FERRAÙ FENZONI (Feanza 1562-1645)
FERRAÙ FENZONI (Feanza 1562-1645)

The Entombment

Details
FERRAÙ FENZONI (Feanza 1562-1645)
The Entombment
with inscription on the reverse 'Eques Ferraù Fenzoni'Faentin' inventor Ecco morto il tuo Dio, J(?)ch, cosi duro almeno Se non si chiede ahilafo(?). Duriformo cor mio. che non l'accogli in seno Per dargli sepoltura, altro ch'un safo Fed. Grutter incid. 1640.'
oil on copper, unframed
8½ x 9½ in. (21.5 x 24.1 cm.)
Provenance
Camillo Laderchi, Rome, 1629.
Literature
G.M. Valgimigli, 'Cenni biografici intorno al Cav. Ferraù Fenzoni Pittore', Atti e memorie della Reggia Deputazione di Storia Patria Romagna, 1877, p. 146.
Engraved
Johan Friedrich Greuter, 1640 (Hollstein 3).
Sale room notice
Please note that the illustration for the present lot is incorrectly numbered 138 in the sale catalogue. It should be number 139.

Lot Essay

There is no documentation pertaining to Ferraù Fenzoni's training as an artist. His first known works date from the late 1580s in Rome when he was already in his late twenties, and his most important commission is the small chapel of San Francesco in the Church of Santa Maria in Trastevere. He also collaborated with other artists on commissions in the Vatican, San Giovanni in Laterano and Santa Maria Maggiore. In 1593 he left for Todi in Umbria, where he worked for six years and, in 1599, returned to Faenza. He lived there for the remaining forty-five years of his life, devoting most of his time to drawing rather than painting.

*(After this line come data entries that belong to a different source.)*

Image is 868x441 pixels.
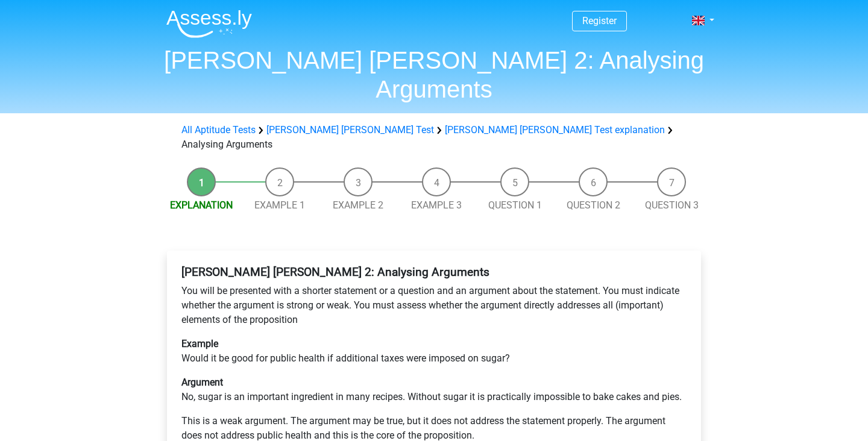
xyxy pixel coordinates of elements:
a: All Aptitude Tests [181,124,256,136]
b: [PERSON_NAME] [PERSON_NAME] 2: Analysing Arguments [181,265,490,279]
a: Question 3 [645,200,699,211]
a: [PERSON_NAME] [PERSON_NAME] Test [266,124,434,136]
a: Example 1 [254,200,305,211]
p: No, sugar is an important ingredient in many recipes. Without sugar it is practically impossible ... [181,376,687,405]
div: Analysing Arguments [177,123,691,152]
a: Example 2 [332,200,383,211]
a: [PERSON_NAME] [PERSON_NAME] Test explanation [445,124,665,136]
img: Assessly [167,9,252,38]
p: You will be presented with a shorter statement or a question and an argument about the statement.... [181,284,687,327]
h1: [PERSON_NAME] [PERSON_NAME] 2: Analysing Arguments [156,46,712,104]
a: Register [582,15,616,26]
b: Argument [181,377,223,388]
a: Question 1 [488,200,542,211]
a: Explanation [170,200,233,211]
a: Example 3 [411,200,462,211]
b: Example [181,338,219,349]
a: Question 2 [567,200,620,211]
p: Would it be good for public health if additional taxes were imposed on sugar? [181,337,687,366]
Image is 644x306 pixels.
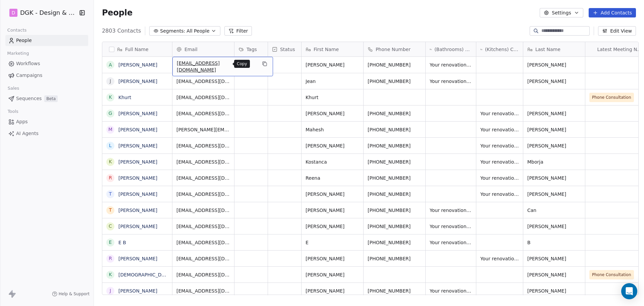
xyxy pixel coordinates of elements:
span: [PERSON_NAME] [306,110,359,117]
a: People [5,35,88,46]
span: Your renovation with a design and build firm will cost approximately $128,000 to $168,000 [480,110,519,117]
div: K [109,158,112,165]
span: Your renovation with a design and build firm will cost approximately $74,000 to $106,000 [480,255,519,262]
span: Your renovation with a design and build firm will cost approximately $115,000 to $165,000+ [429,239,472,246]
div: K [109,271,112,278]
a: [PERSON_NAME] [119,224,157,229]
span: All People [187,27,209,35]
div: T [109,190,112,198]
a: Apps [5,116,88,128]
div: Tags [235,42,268,56]
span: Sequences [16,95,42,102]
span: [PERSON_NAME] [527,110,581,117]
div: First Name [302,42,363,56]
a: Campaigns [5,70,88,81]
span: [EMAIL_ADDRESS][DOMAIN_NAME] [176,142,230,149]
div: Full Name [102,42,172,56]
a: [PERSON_NAME] [119,159,157,165]
span: [PHONE_NUMBER] [368,287,421,294]
div: G [108,110,112,117]
span: [EMAIL_ADDRESS][DOMAIN_NAME] [177,60,257,73]
span: [PERSON_NAME] [306,191,359,198]
div: T [109,206,112,214]
span: [PERSON_NAME] [306,271,359,278]
a: [PERSON_NAME] [119,143,157,149]
span: Your renovation with a design and build firm will cost approximately $45,000 to $85,000 [429,207,472,214]
div: E [109,239,112,246]
a: [PERSON_NAME] [119,288,157,294]
span: Phone Number [376,46,410,53]
span: Kostanca [306,158,359,165]
span: Full Name [125,46,148,53]
span: [PHONE_NUMBER] [368,110,421,117]
div: K [109,94,112,101]
span: [PHONE_NUMBER] [368,191,421,198]
span: Phone Consultation [592,271,631,278]
div: J [110,287,111,294]
span: [EMAIL_ADDRESS][DOMAIN_NAME] [176,94,230,101]
span: (Kitchens) Calculated Renovation Cost [485,46,519,53]
span: Tags [246,46,257,53]
span: [EMAIL_ADDRESS][DOMAIN_NAME] [176,191,230,198]
div: R [109,174,112,181]
span: [PHONE_NUMBER] [368,61,421,68]
span: [PERSON_NAME] [306,61,359,68]
span: [PERSON_NAME] [306,207,359,214]
p: Copy [237,61,247,67]
span: [EMAIL_ADDRESS][DOMAIN_NAME] [176,158,230,165]
span: Workflows [16,60,40,67]
span: Sales [5,83,22,93]
a: Help & Support [52,291,90,297]
div: Last Name [524,42,585,56]
span: [EMAIL_ADDRESS][DOMAIN_NAME] [176,223,230,230]
span: Jean [306,78,359,85]
span: Can [527,207,581,214]
span: [EMAIL_ADDRESS][DOMAIN_NAME] [176,255,230,262]
span: [EMAIL_ADDRESS][DOMAIN_NAME] [176,175,230,181]
a: Workflows [5,58,88,69]
a: [PERSON_NAME] [119,207,157,213]
span: Your renovation with a design and build firm will cost approximately $128,000 to $168,000 [480,158,519,165]
span: E [306,239,359,246]
a: [PERSON_NAME] [119,191,157,197]
span: Your renovation with a design and build firm will cost approximately $128,000 to $168,000 [480,142,519,149]
span: [EMAIL_ADDRESS][DOMAIN_NAME] [176,287,230,294]
a: [PERSON_NAME] [119,127,157,132]
div: grid [102,57,172,295]
span: [PERSON_NAME] [527,78,581,85]
span: [PERSON_NAME] [527,287,581,294]
span: [EMAIL_ADDRESS][DOMAIN_NAME] [176,207,230,214]
span: [PERSON_NAME] [306,223,359,230]
span: [PERSON_NAME] [527,223,581,230]
span: DGK - Design & Build [20,8,77,17]
span: [PHONE_NUMBER] [368,142,421,149]
span: [PHONE_NUMBER] [368,239,421,246]
span: Your renovation with a design and build firm will cost approximately $75,000 to $115,000 [429,287,472,294]
a: [PERSON_NAME] [119,62,157,68]
button: Settings [540,8,583,18]
button: Filter [224,26,252,36]
span: [PERSON_NAME] [306,142,359,149]
button: Edit View [598,26,636,36]
span: [PERSON_NAME] [527,127,581,133]
span: Apps [16,118,28,125]
span: [PERSON_NAME] [527,271,581,278]
span: [PHONE_NUMBER] [368,255,421,262]
span: Your renovation with a design and build firm will cost approximately $68,000 to $98,000 [480,127,519,133]
span: [EMAIL_ADDRESS][DOMAIN_NAME] [176,239,230,246]
a: [PERSON_NAME] [119,111,157,116]
span: Beta [44,96,58,102]
a: [PERSON_NAME] [119,176,157,181]
img: Calendly [589,14,595,84]
span: Phone Consultation [592,94,631,101]
a: E B [119,240,126,245]
span: [PHONE_NUMBER] [368,207,421,214]
div: (Kitchens) Calculated Renovation Cost [477,42,523,56]
span: Email [185,46,197,53]
span: [PERSON_NAME] [527,191,581,198]
span: 2803 Contacts [102,27,141,35]
span: [PHONE_NUMBER] [368,175,421,181]
div: R [109,255,112,262]
span: Your renovation with a design and build firm will cost approximately $87,000 to $122,000 [480,175,519,181]
span: Your renovation with a design and build firm will cost approximately $115,000 to $165,000+ [429,61,472,68]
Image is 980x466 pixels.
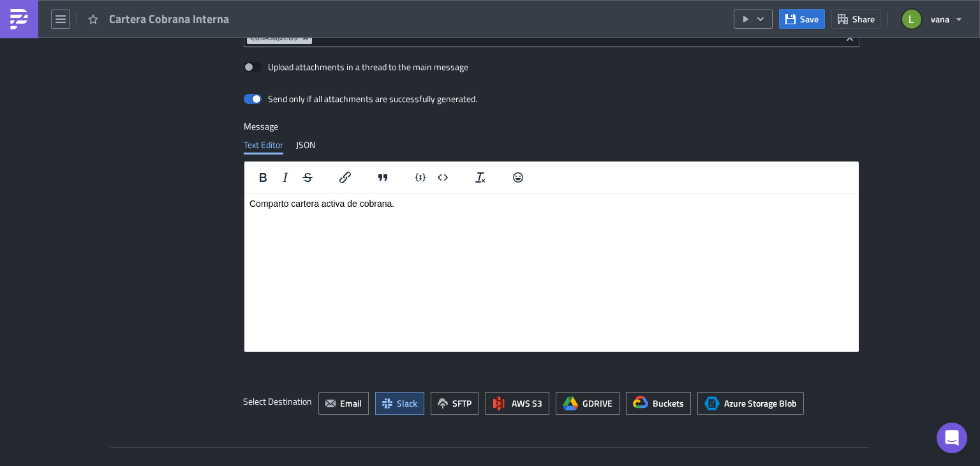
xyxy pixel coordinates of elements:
span: vana [931,12,949,25]
span: Cartera Cobrana Interna [109,11,230,26]
button: SFTP [431,392,478,414]
label: Select Destination [243,392,312,411]
span: Azure Storage Blob [724,396,797,410]
button: Save [778,9,824,29]
button: AWS S3 [485,392,549,414]
button: Share [831,9,881,29]
span: Slack [397,396,417,410]
button: Blockquote [372,168,394,187]
iframe: Rich Text Area [244,194,859,352]
button: Insert code line [409,168,431,187]
button: Bold [252,168,274,187]
div: JSON [296,135,315,155]
span: Azure Storage Blob [704,395,720,411]
button: Email [318,392,369,414]
div: Open Intercom Messenger [936,422,967,453]
span: SFTP [452,396,471,410]
button: Strikethrough [297,168,318,187]
label: Upload attachments in a thread to the main message [244,61,468,73]
button: Azure Storage BlobAzure Storage Blob [698,392,804,414]
button: GDRIVE [555,392,620,414]
button: Buckets [626,392,691,414]
span: Email [340,396,362,410]
div: Send only if all attachments are successfully generated. [268,93,477,105]
button: Insert/edit link [334,168,356,187]
img: PushMetrics [9,9,29,29]
button: Italic [275,168,296,187]
span: Save [800,12,818,25]
button: vana [894,5,970,33]
button: Slack [375,392,425,414]
label: Message [244,121,859,132]
div: Text Editor [244,135,283,155]
span: AWS S3 [512,396,542,410]
button: Insert code block [432,168,454,187]
button: Clear formatting [470,168,491,187]
span: GDRIVE [582,396,613,410]
span: Buckets [652,396,684,410]
button: Emojis [507,168,528,187]
img: Avatar [901,8,922,30]
span: Share [852,12,874,25]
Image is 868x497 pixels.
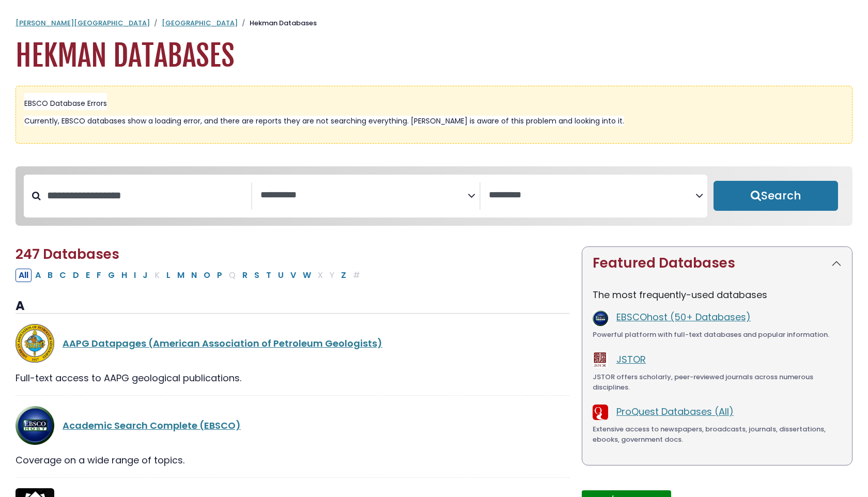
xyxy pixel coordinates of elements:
[162,18,238,28] a: [GEOGRAPHIC_DATA]
[15,298,569,314] h3: A
[214,269,225,282] button: Filter Results P
[593,372,842,392] div: JSTOR offers scholarly, peer-reviewed journals across numerous disciplines.
[617,405,734,418] a: ProQuest Databases (All)
[617,310,751,323] a: EBSCOhost (50+ Databases)
[140,269,151,282] button: Filter Results J
[338,269,349,282] button: Filter Results Z
[41,187,251,204] input: Search database by title or keyword
[163,269,173,282] button: Filter Results L
[15,245,119,264] span: 247 Databases
[251,269,262,282] button: Filter Results S
[25,116,624,126] span: Currently, EBSCO databases show a loading error, and there are reports they are not searching eve...
[261,190,468,201] textarea: Search
[238,18,317,29] li: Hekman Databases
[239,269,250,282] button: Filter Results R
[45,269,56,282] button: Filter Results B
[15,39,853,74] h1: Hekman Databases
[593,330,842,340] div: Powerful platform with full-text databases and popular information.
[174,269,188,282] button: Filter Results M
[32,269,44,282] button: Filter Results A
[105,269,118,282] button: Filter Results G
[583,247,853,280] button: Featured Databases
[15,371,569,385] div: Full-text access to AAPG geological publications.
[15,453,569,467] div: Coverage on a wide range of topics.
[201,269,213,282] button: Filter Results O
[83,269,93,282] button: Filter Results E
[94,269,104,282] button: Filter Results F
[288,269,299,282] button: Filter Results V
[714,181,838,210] button: Submit for Search Results
[25,98,107,108] span: EBSCO Database Errors
[69,269,82,282] button: Filter Results D
[299,269,314,282] button: Filter Results W
[118,269,130,282] button: Filter Results H
[489,190,696,201] textarea: Search
[63,336,382,350] a: AAPG Datapages (American Association of Petroleum Geologists)
[593,287,842,302] p: The most frequently-used databases
[593,424,842,444] div: Extensive access to newspapers, broadcasts, journals, dissertations, ebooks, government docs.
[617,352,646,366] a: JSTOR
[131,269,139,282] button: Filter Results I
[15,269,31,282] button: All
[15,18,150,28] a: [PERSON_NAME][GEOGRAPHIC_DATA]
[263,269,274,282] button: Filter Results T
[63,419,241,432] a: Academic Search Complete (EBSCO)
[15,18,853,29] nav: breadcrumb
[57,269,69,282] button: Filter Results C
[15,167,853,227] nav: Search filters
[188,269,200,282] button: Filter Results N
[275,269,287,282] button: Filter Results U
[15,268,365,281] div: Alpha-list to filter by first letter of database name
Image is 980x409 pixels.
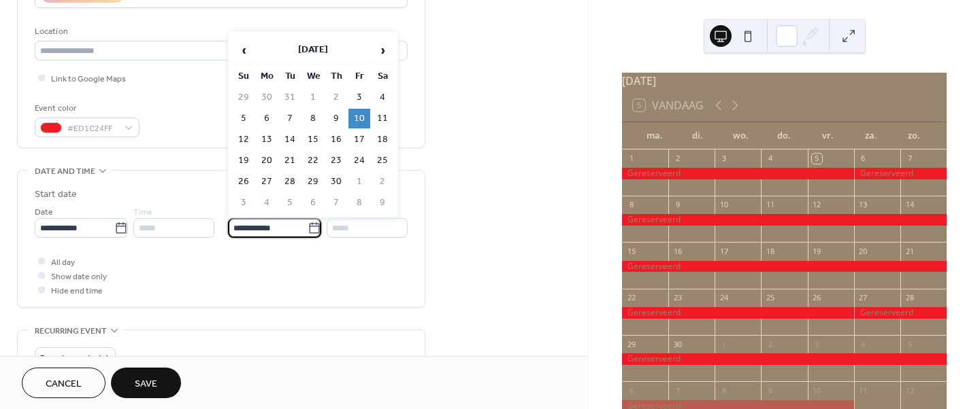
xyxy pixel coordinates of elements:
td: 14 [279,130,301,150]
div: 3 [719,154,729,164]
td: 6 [302,193,324,213]
div: 30 [672,339,683,350]
th: Th [325,67,347,86]
span: All day [51,256,75,270]
div: 10 [719,200,729,210]
td: 5 [232,109,254,129]
div: 4 [858,339,868,350]
div: Gereserveerd [854,168,947,180]
div: 27 [858,293,868,303]
td: 4 [372,88,393,107]
div: 11 [858,386,868,396]
div: wo. [719,122,763,150]
th: Su [232,67,254,86]
td: 4 [256,193,277,213]
div: 24 [719,293,729,303]
td: 5 [279,193,301,213]
td: 8 [302,109,324,129]
div: 10 [812,386,822,396]
td: 30 [325,172,347,192]
td: 31 [279,88,301,107]
div: 19 [812,247,822,256]
td: 28 [279,172,301,192]
div: 26 [812,293,822,303]
span: Time [327,205,346,220]
div: [DATE] [621,73,947,89]
td: 15 [302,130,324,150]
td: 9 [325,109,347,129]
td: 7 [325,193,347,213]
div: 3 [812,339,822,350]
div: 2 [765,339,775,350]
div: Location [34,25,404,39]
div: 11 [765,200,775,210]
div: zo. [892,122,936,150]
td: 2 [372,172,393,192]
div: 1 [626,154,636,164]
th: We [302,67,324,86]
div: Event color [34,101,137,116]
div: 8 [719,386,729,396]
div: 20 [858,247,868,256]
span: Hide end time [51,284,102,298]
td: 29 [302,172,324,192]
div: Gereserveerd [621,214,947,226]
td: 1 [348,172,370,192]
div: 18 [765,247,775,256]
div: 23 [672,293,683,303]
td: 6 [256,109,277,129]
td: 13 [256,130,277,150]
span: Recurring event [34,324,107,338]
span: Do not repeat [40,351,91,367]
td: 19 [232,151,254,171]
div: 5 [904,339,915,350]
div: 29 [626,339,636,350]
div: za. [849,122,893,150]
div: 9 [765,386,775,396]
div: do. [763,122,806,150]
td: 20 [256,151,277,171]
button: Cancel [22,368,105,398]
td: 10 [348,109,370,129]
div: Start date [34,187,76,202]
div: 22 [626,293,636,303]
th: Fr [348,67,370,86]
span: Date [34,205,54,220]
span: #ED1C24FF [67,121,118,136]
div: di. [676,122,720,150]
td: 26 [232,172,254,192]
span: Link to Google Maps [51,72,126,86]
th: Mo [256,67,277,86]
td: 22 [302,151,324,171]
td: 3 [232,193,254,213]
div: Gereserveerd [621,354,947,365]
span: Time [133,205,152,220]
div: Gereserveerd [854,308,947,319]
td: 1 [302,88,324,107]
td: 30 [256,88,277,107]
div: 21 [904,247,915,256]
td: 24 [348,151,370,171]
div: 14 [904,200,915,210]
div: 28 [904,293,915,303]
div: 2 [672,154,683,164]
td: 11 [372,109,393,129]
td: 8 [348,193,370,213]
div: ma. [633,122,676,150]
td: 12 [232,130,254,150]
td: 9 [372,193,393,213]
div: 25 [765,293,775,303]
td: 21 [279,151,301,171]
div: 12 [812,200,822,210]
td: 16 [325,130,347,150]
td: 29 [232,88,254,107]
th: Sa [372,67,393,86]
td: 23 [325,151,347,171]
td: 25 [372,151,393,171]
td: 18 [372,130,393,150]
div: 17 [719,247,729,256]
td: 3 [348,88,370,107]
span: › [372,36,393,64]
div: 6 [858,154,868,164]
div: 5 [812,154,822,164]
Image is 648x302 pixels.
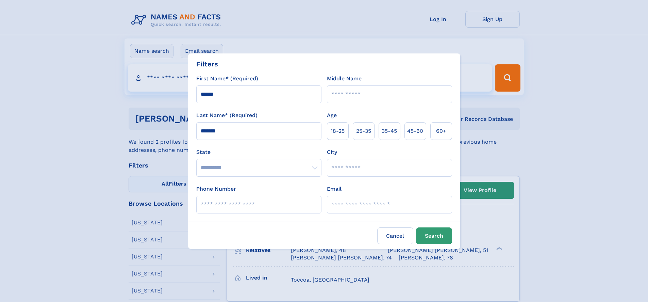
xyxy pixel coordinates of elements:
[416,227,452,244] button: Search
[196,75,258,83] label: First Name* (Required)
[196,111,258,119] label: Last Name* (Required)
[327,148,337,156] label: City
[196,185,236,193] label: Phone Number
[196,59,218,69] div: Filters
[327,75,362,83] label: Middle Name
[356,127,371,135] span: 25‑35
[436,127,447,135] span: 60+
[382,127,397,135] span: 35‑45
[331,127,345,135] span: 18‑25
[377,227,414,244] label: Cancel
[196,148,322,156] label: State
[407,127,423,135] span: 45‑60
[327,185,342,193] label: Email
[327,111,337,119] label: Age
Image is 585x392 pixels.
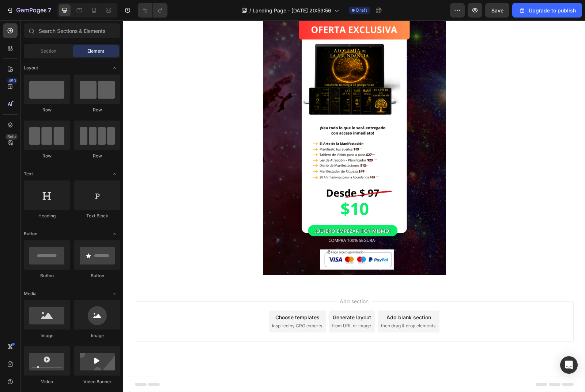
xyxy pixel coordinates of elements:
[88,48,104,55] span: Element
[48,6,51,15] p: 7
[74,379,121,385] div: Video Banner
[74,272,121,279] div: Button
[263,293,308,301] div: Add blank section
[519,7,576,15] div: Upgrade to publish
[123,20,585,392] iframe: Design area
[24,379,70,385] div: Video
[249,7,251,15] span: /
[6,134,18,139] div: Beta
[138,3,167,18] div: Undo/Redo
[485,3,509,18] button: Save
[492,7,503,14] span: Save
[24,231,37,237] span: Button
[356,7,367,14] span: Draft
[152,293,196,301] div: Choose templates
[210,293,248,301] div: Generate layout
[24,272,70,279] div: Button
[74,107,121,113] div: Row
[213,277,248,285] span: Add section
[24,171,33,177] span: Text
[74,212,121,219] div: Text Block
[109,62,121,74] span: Toggle open
[24,65,38,72] span: Layout
[3,3,55,18] button: 7
[7,78,18,84] div: 450
[74,333,121,339] div: Image
[560,356,578,374] div: Open Intercom Messenger
[109,228,121,239] span: Toggle open
[74,153,121,159] div: Row
[24,212,70,219] div: Heading
[24,333,70,339] div: Image
[149,302,199,309] span: inspired by CRO experts
[512,3,582,18] button: Upgrade to publish
[24,153,70,159] div: Row
[24,107,70,113] div: Row
[253,7,332,15] span: Landing Page - [DATE] 20:53:56
[109,168,121,180] span: Toggle open
[24,23,121,38] input: Search Sections & Elements
[209,302,248,309] span: from URL or image
[258,302,313,309] span: then drag & drop elements
[109,288,121,299] span: Toggle open
[24,291,37,297] span: Media
[41,48,56,55] span: Section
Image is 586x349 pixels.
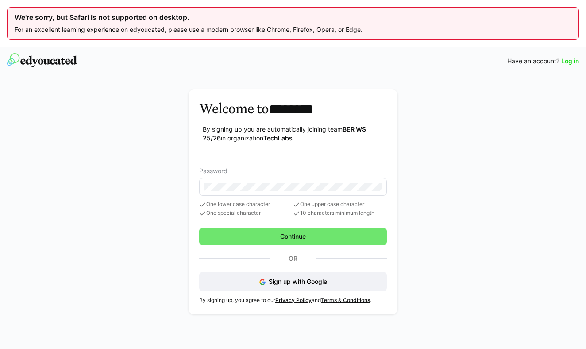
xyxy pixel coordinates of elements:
[199,167,227,174] span: Password
[15,25,571,34] p: For an excellent learning experience on edyoucated, please use a modern browser like Chrome, Fire...
[15,13,571,22] div: We're sorry, but Safari is not supported on desktop.
[293,210,387,217] span: 10 characters minimum length
[199,100,387,118] h3: Welcome to
[199,272,387,291] button: Sign up with Google
[507,57,559,65] span: Have an account?
[199,201,293,208] span: One lower case character
[203,125,387,142] p: By signing up you are automatically joining team in organization .
[561,57,579,65] a: Log in
[199,210,293,217] span: One special character
[199,296,387,303] p: By signing up, you agree to our and .
[275,296,311,303] a: Privacy Policy
[199,227,387,245] button: Continue
[269,252,316,265] p: Or
[293,201,387,208] span: One upper case character
[263,134,292,142] strong: TechLabs
[7,53,77,67] img: edyoucated
[321,296,370,303] a: Terms & Conditions
[279,232,307,241] span: Continue
[269,277,327,285] span: Sign up with Google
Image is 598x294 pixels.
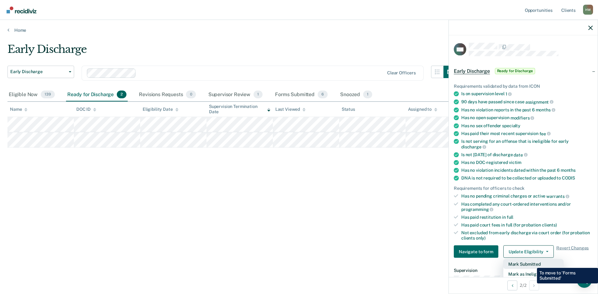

This newly discovered copper is one of the very few works executed in the later period of his life. Its small size and refinement are similar to the type of drawings Fenzoni produced at the time. It was painted in 1629 for Camillo Laderchi, a fellow citizen from Faenza then living in Rome. On 30 May 1629 Fenzoni responded as follows in a letter to Laderchi accepting the commission: 'My soul, recognizing the honor your Lordship bestows upon me, gives me the resolution to make this small sketch that I will send to you in Rome, where so many pilgrims live, without considering the danger to paint a commission in my poor state of eyesight' (G.M Valgimigli, loc. cit.).

The picture was engraved by Johan Friedrich Greuter in 1640 (fig. 1), although the engraving is cut slightly on both sides. The rather elaborate space left on the copper for an inscription (recorded on the verso of the copper) was not copied onto the engraving.